On this day in 1980, World B. Free became the first Clipper to play in an All-Star game, after averaging 31.4 points per game across the first half of the 1979-80 season. However, despite a stellar career that featured an All-NBA Second team selection, a trip to the NBA Finals and eight seasons with scoring averages in excess of 20 points, the act for which Free is most famous did not occur on a basketball court. Instead, it took place in an office somewhere in California.
By Mick Minas
World B. Free was born Lloyd Free and he grew up in Brooklyn, where he developed his love for the game of basketball and learned his distinctive, high-arcing shooting technique by imitating his older brother. By the time Free was 16 years old, he was already well known throughout the playgrounds of New York City for his rainbow jump shot and his ability to throw down spectacular dunks. It was during these formative years that the idea to change his name from Lloyd to World first emerged. Herb Smith, one of the Brownsville locals who hung around the playgrounds, was renowned for handing out nicknames to players whom he believed were worthy of such an honor. During one blacktop session, Free used a 360 degree mid-air spin to evade a defender who was trying to block his shot, before completing the play with a vicious slam dunk. Smith witnessed this gravity-defying display and decided to bestow the name of “World” on Free because the pirouette reminded him of the earth’s rotation. Free promised Smith that he would legally change his first name to World if he ever made it to the pros. So, after waiting a few seasons to establish himself in the NBA, Free coughed up the required fee of a few hundred dollars, filled out the necessary paperwork and officially changed his first name from Lloyd to World. With a middle name of Bernard, he now had the catchy moniker of World B. Free.
However, not everyone was as excited about Free’s new name. During his first post-Lloyd year, Free was in Dallas for a game against the Mavericks and when the starters were announced, he was stunned to hear his name read out as “Lloyd Free”. Unhappy about this perceived lack of respect, he elected not to run out on the court with the rest of the starting five and instead remained seated on the bench. From that night onwards, Free always tried to save his best performances for when he visited Dallas, as a form of payback for this slight.
It was not only court announcers who tried to get under Free’s skin, with opposition players also deliberately calling him “Lloyd” during games in an attempt to try and annoy him. Norm Nixon, who was playing for the Lakers at the time, loved to distract Free by deliberately using the wrong name when the two guards clashed. “He threw my game off the first time I played him,” said Free, “because I thought he didn’t have a TV to realize that I changed my name to World.” Free claimed that he was not fazed by this form of gamesmanship, saying that every time opponents tried to badger him by using the wrong name, it simply added another ten points onto his scoring total for the game. Eventually the new name stuck, making World B. Free two decades ahead of Metta World Peace in the re-branding game.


* Task to complete: Retype every entry in its entirety, without alteration.

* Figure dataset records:

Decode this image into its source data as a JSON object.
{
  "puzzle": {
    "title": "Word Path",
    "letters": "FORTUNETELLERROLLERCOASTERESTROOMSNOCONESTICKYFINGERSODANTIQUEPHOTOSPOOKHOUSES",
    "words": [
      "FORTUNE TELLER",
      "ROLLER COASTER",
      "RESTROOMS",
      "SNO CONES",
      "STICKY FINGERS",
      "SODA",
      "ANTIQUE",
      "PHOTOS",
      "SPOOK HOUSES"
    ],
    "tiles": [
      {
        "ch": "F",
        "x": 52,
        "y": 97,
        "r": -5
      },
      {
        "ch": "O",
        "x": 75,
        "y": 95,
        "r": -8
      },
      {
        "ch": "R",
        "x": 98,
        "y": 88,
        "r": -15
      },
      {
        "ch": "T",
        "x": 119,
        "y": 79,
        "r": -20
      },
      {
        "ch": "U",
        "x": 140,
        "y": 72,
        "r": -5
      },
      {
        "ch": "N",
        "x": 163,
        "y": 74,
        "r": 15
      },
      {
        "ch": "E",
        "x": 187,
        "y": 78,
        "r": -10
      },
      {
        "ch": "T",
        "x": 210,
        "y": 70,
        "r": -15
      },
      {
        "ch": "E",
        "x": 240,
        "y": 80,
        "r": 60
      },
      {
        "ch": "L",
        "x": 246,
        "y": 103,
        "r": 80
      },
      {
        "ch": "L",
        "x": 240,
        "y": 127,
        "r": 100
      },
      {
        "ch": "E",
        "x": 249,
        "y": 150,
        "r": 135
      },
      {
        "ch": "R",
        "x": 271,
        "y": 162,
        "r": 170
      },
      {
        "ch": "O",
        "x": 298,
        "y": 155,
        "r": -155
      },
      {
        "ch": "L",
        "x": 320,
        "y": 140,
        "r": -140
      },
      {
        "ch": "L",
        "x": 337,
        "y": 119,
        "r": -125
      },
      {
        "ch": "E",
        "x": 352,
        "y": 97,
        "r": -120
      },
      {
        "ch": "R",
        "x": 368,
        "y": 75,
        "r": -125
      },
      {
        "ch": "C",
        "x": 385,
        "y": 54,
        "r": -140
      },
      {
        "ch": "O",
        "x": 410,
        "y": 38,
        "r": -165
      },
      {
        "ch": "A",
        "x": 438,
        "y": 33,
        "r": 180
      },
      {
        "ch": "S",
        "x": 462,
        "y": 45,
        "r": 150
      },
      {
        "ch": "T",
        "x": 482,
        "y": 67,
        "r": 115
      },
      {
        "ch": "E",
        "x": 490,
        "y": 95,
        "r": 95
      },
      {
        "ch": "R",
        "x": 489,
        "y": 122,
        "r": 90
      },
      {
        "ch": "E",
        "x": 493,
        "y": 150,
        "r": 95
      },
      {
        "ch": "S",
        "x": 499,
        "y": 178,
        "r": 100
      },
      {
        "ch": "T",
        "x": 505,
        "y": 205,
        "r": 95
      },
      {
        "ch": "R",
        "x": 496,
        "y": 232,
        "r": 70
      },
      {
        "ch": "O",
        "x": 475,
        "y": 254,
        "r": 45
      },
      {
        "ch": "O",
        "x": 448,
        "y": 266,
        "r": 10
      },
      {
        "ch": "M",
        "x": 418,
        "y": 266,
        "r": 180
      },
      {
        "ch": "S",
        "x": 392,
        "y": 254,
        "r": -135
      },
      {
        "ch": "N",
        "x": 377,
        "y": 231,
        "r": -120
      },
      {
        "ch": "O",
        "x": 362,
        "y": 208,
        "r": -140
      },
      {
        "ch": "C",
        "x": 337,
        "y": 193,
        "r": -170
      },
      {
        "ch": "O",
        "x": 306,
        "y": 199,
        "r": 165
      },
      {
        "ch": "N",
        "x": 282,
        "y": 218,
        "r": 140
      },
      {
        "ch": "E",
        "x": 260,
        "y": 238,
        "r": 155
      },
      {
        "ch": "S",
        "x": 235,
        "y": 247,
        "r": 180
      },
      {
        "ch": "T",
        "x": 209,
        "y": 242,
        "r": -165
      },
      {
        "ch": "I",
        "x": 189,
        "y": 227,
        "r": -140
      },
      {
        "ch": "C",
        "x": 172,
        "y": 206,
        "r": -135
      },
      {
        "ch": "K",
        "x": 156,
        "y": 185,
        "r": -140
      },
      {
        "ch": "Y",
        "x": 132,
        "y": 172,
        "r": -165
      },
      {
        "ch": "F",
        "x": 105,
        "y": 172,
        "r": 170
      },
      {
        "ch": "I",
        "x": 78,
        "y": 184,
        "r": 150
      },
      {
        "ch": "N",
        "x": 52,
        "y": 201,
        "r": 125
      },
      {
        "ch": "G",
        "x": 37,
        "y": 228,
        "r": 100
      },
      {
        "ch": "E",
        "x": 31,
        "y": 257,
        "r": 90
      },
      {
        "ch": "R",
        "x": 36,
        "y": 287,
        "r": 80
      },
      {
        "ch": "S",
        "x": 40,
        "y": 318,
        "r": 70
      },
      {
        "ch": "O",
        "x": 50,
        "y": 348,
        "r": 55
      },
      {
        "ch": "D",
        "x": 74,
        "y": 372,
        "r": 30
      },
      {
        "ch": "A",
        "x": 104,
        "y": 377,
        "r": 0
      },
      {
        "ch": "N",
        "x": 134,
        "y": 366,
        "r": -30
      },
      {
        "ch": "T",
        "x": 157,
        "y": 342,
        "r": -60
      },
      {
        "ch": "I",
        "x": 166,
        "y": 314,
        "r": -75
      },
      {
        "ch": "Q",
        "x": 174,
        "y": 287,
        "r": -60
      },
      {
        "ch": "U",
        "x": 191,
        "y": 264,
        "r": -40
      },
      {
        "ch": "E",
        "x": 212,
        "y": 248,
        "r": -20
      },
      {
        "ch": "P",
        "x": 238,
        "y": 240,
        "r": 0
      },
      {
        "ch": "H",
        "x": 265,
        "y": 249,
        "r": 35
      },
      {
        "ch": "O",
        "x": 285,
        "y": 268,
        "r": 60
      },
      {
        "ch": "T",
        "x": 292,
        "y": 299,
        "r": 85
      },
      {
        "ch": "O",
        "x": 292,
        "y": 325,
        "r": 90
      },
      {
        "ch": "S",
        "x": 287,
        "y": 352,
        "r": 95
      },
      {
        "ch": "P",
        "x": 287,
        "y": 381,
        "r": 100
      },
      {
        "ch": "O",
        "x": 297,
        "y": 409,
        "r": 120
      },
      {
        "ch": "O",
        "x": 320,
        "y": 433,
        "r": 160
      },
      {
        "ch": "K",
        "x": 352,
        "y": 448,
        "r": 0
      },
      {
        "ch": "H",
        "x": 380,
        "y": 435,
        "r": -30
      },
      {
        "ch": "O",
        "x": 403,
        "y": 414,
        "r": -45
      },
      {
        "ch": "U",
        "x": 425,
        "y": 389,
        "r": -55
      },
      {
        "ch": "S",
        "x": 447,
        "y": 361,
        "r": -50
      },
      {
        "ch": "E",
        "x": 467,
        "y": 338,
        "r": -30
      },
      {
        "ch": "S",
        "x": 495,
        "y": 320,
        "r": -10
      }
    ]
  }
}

* Reply to the exercise:
Decode this image into its source data as a JSON object.
{
  "puzzle": {
    "title": "Word Path",
    "letters": "FORTUNETELLERROLLERCOASTERESTROOMSNOCONESTICKYFINGERSODANTIQUEPHOTOSPOOKHOUSES",
    "words": [
      "FORTUNE TELLER",
      "ROLLER COASTER",
      "RESTROOMS",
      "SNO CONES",
      "STICKY FINGERS",
      "SODA",
      "ANTIQUE",
      "PHOTOS",
      "SPOOK HOUSES"
    ],
    "tiles": [
      {
        "ch": "F",
        "x": 52,
        "y": 97,
        "r": -5
      },
      {
        "ch": "O",
        "x": 75,
        "y": 95,
        "r": -8
      },
      {
        "ch": "R",
        "x": 98,
        "y": 88,
        "r": -15
      },
      {
        "ch": "T",
        "x": 119,
        "y": 79,
        "r": -20
      },
      {
        "ch": "U",
        "x": 140,
        "y": 72,
        "r": -5
      },
      {
        "ch": "N",
        "x": 163,
        "y": 74,
        "r": 15
      },
      {
        "ch": "E",
        "x": 187,
        "y": 78,
        "r": -10
      },
      {
        "ch": "T",
        "x": 210,
        "y": 70,
        "r": -15
      },
      {
        "ch": "E",
        "x": 240,
        "y": 80,
        "r": 60
      },
      {
        "ch": "L",
        "x": 246,
        "y": 103,
        "r": 80
      },
      {
        "ch": "L",
        "x": 240,
        "y": 127,
        "r": 100
      },
      {
        "ch": "E",
        "x": 249,
        "y": 150,
        "r": 135
      },
      {
        "ch": "R",
        "x": 271,
        "y": 162,
        "r": 170
      },
      {
        "ch": "O",
        "x": 298,
        "y": 155,
        "r": -155
      },
      {
        "ch": "L",
        "x": 320,
        "y": 140,
        "r": -140
      },
      {
        "ch": "L",
        "x": 337,
        "y": 119,
        "r": -125
      },
      {
        "ch": "E",
        "x": 352,
        "y": 97,
        "r": -120
      },
      {
        "ch": "R",
        "x": 368,
        "y": 75,
        "r": -125
      },
      {
        "ch": "C",
        "x": 385,
        "y": 54,
        "r": -140
      },
      {
        "ch": "O",
        "x": 410,
        "y": 38,
        "r": -165
      },
      {
        "ch": "A",
        "x": 438,
        "y": 33,
        "r": 180
      },
      {
        "ch": "S",
        "x": 462,
        "y": 45,
        "r": 150
      },
      {
        "ch": "T",
        "x": 482,
        "y": 67,
        "r": 115
      },
      {
        "ch": "E",
        "x": 490,
        "y": 95,
        "r": 95
      },
      {
        "ch": "R",
        "x": 489,
        "y": 122,
        "r": 90
      },
      {
        "ch": "E",
        "x": 493,
        "y": 150,
        "r": 95
      },
      {
        "ch": "S",
        "x": 499,
        "y": 178,
        "r": 100
      },
      {
        "ch": "T",
        "x": 505,
        "y": 205,
        "r": 95
      },
      {
        "ch": "R",
        "x": 496,
        "y": 232,
        "r": 70
      },
      {
        "ch": "O",
        "x": 475,
        "y": 254,
        "r": 45
      },
      {
        "ch": "O",
        "x": 448,
        "y": 266,
        "r": 10
      },
      {
        "ch": "M",
        "x": 418,
        "y": 266,
        "r": 180
      },
      {
        "ch": "S",
        "x": 392,
        "y": 254,
        "r": -135
      },
      {
        "ch": "N",
        "x": 377,
        "y": 231,
        "r": -120
      },
      {
        "ch": "O",
        "x": 362,
        "y": 208,
        "r": -140
      },
      {
        "ch": "C",
        "x": 337,
        "y": 193,
        "r": -170
      },
      {
        "ch": "O",
        "x": 306,
        "y": 199,
        "r": 165
      },
      {
        "ch": "N",
        "x": 282,
        "y": 218,
        "r": 140
      },
      {
        "ch": "E",
        "x": 260,
        "y": 238,
        "r": 155
      },
      {
        "ch": "S",
        "x": 235,
        "y": 247,
        "r": 180
      },
      {
        "ch": "T",
        "x": 209,
        "y": 242,
        "r": -165
      },
      {
        "ch": "I",
        "x": 189,
        "y": 227,
        "r": -140
      },
      {
        "ch": "C",
        "x": 172,
        "y": 206,
        "r": -135
      },
      {
        "ch": "K",
        "x": 156,
        "y": 185,
        "r": -140
      },
      {
        "ch": "Y",
        "x": 132,
        "y": 172,
        "r": -165
      },
      {
        "ch": "F",
        "x": 105,
        "y": 172,
        "r": 170
      },
      {
        "ch": "I",
        "x": 78,
        "y": 184,
        "r": 150
      },
      {
        "ch": "N",
        "x": 52,
        "y": 201,
        "r": 125
      },
      {
        "ch": "G",
        "x": 37,
        "y": 228,
        "r": 100
      },
      {
        "ch": "E",
        "x": 31,
        "y": 257,
        "r": 90
      },
      {
        "ch": "R",
        "x": 36,
        "y": 287,
        "r": 80
      },
      {
        "ch": "S",
        "x": 40,
        "y": 318,
        "r": 70
      },
      {
        "ch": "O",
        "x": 50,
        "y": 348,
        "r": 55
      },
      {
        "ch": "D",
        "x": 74,
        "y": 372,
        "r": 30
      },
      {
        "ch": "A",
        "x": 104,
        "y": 377,
        "r": 0
      },
      {
        "ch": "N",
        "x": 134,
        "y": 366,
        "r": -30
      },
      {
        "ch": "T",
        "x": 157,
        "y": 342,
        "r": -60
      },
      {
        "ch": "I",
        "x": 166,
        "y": 314,
        "r": -75
      },
      {
        "ch": "Q",
        "x": 174,
        "y": 287,
        "r": -60
      },
      {
        "ch": "U",
        "x": 191,
        "y": 264,
        "r": -40
      },
      {
        "ch": "E",
        "x": 212,
        "y": 248,
        "r": -20
      },
      {
        "ch": "P",
        "x": 238,
        "y": 240,
        "r": 0
      },
      {
        "ch": "H",
        "x": 265,
        "y": 249,
        "r": 35
      },
      {
        "ch": "O",
        "x": 285,
        "y": 268,
        "r": 60
      },
      {
        "ch": "T",
        "x": 292,
        "y": 299,
        "r": 85
      },
      {
        "ch": "O",
        "x": 292,
        "y": 325,
        "r": 90
      },
      {
        "ch": "S",
        "x": 287,
        "y": 352,
        "r": 95
      },
      {
        "ch": "P",
        "x": 287,
        "y": 381,
        "r": 100
      },
      {
        "ch": "O",
        "x": 297,
        "y": 409,
        "r": 120
      },
      {
        "ch": "O",
        "x": 320,
        "y": 433,
        "r": 160
      },
      {
        "ch": "K",
        "x": 352,
        "y": 448,
        "r": 0
      },
      {
        "ch": "H",
        "x": 380,
        "y": 435,
        "r": -30
      },
      {
        "ch": "O",
        "x": 403,
        "y": 414,
        "r": -45
      },
      {
        "ch": "U",
        "x": 425,
        "y": 389,
        "r": -55
      },
      {
        "ch": "S",
        "x": 447,
        "y": 361,
        "r": -50
      },
      {
        "ch": "E",
        "x": 467,
        "y": 338,
        "r": -30
      },
      {
        "ch": "S",
        "x": 495,
        "y": 320,
        "r": -10
      }
    ]
  }
}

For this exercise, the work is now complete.